MOTHERLESS BROOKLYN ★1/2 |
Known as the Minna Men, they ran errands, grew up with the language and mores of the New York streets, and ended up running Minna’s business as gumshoes, real-estate dealers and limo drivers. Searching for clues to who knifed him, the men come across Mo (Alec Baldwin), the powerful head of New York slum clearance for urban development (and maybe corrupt parks commissioner) who is ripping off the city by controlling every construction job. Add up the kickbacks, grand larceny and postwar political crimes, and you get a movie that is all talk and no action, with so many plot twists you finally just shrug your shoulders and laugh out loud. At one point, when Norton sighs, “what’s it all about,” the laughs turn to cynical guffaws.
Convoluted and slow moving at the same time is a lethal formula for catastrophic box office success, and lines like “Brooklyn’s big, but there’s things even bigger” don’t liven things up much. The Lethem novel does not translate from page to screen with any clarity worth writing home about, and Norton’s daring, noirish, fifties quality lends an atmosphere of claustrophobia to the catatonic pacing.

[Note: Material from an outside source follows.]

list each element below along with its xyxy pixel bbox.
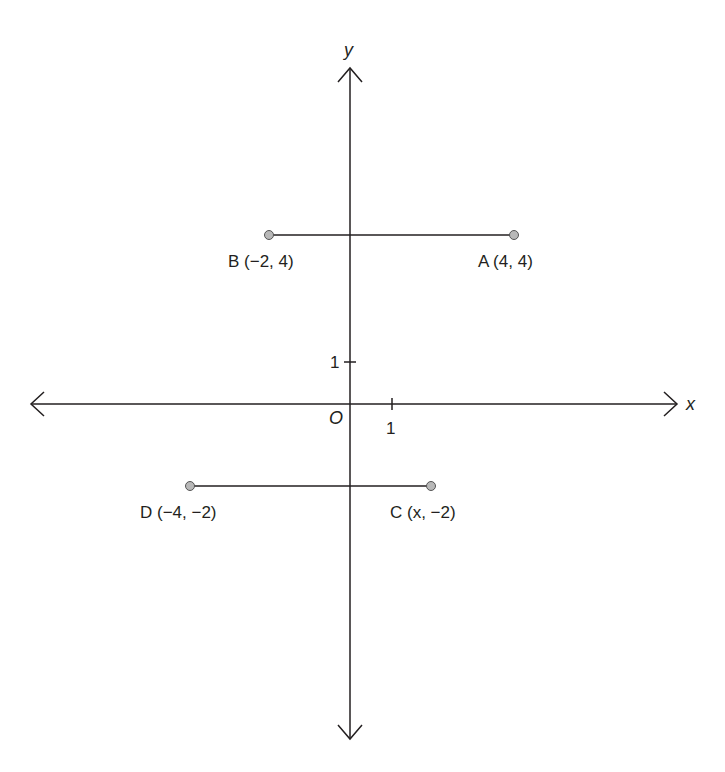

Worse than the muddy incoherence is the pain of watching the director grope and crawl his way through 2 and a half hours of stammering, stuttering and twitching. Massive camera setups in Penn Station, car chases and jazz club performances, all on a rumored small budget, successfully manage to distract from the waste of a talented cast that includes Cherry Jones, Willem Dafoe, Dallas Roberts, Bobby Cannavale and the lovely Gugu Mbatha-Raw. They should all have stayed home watching re-runs of old George Raft movies.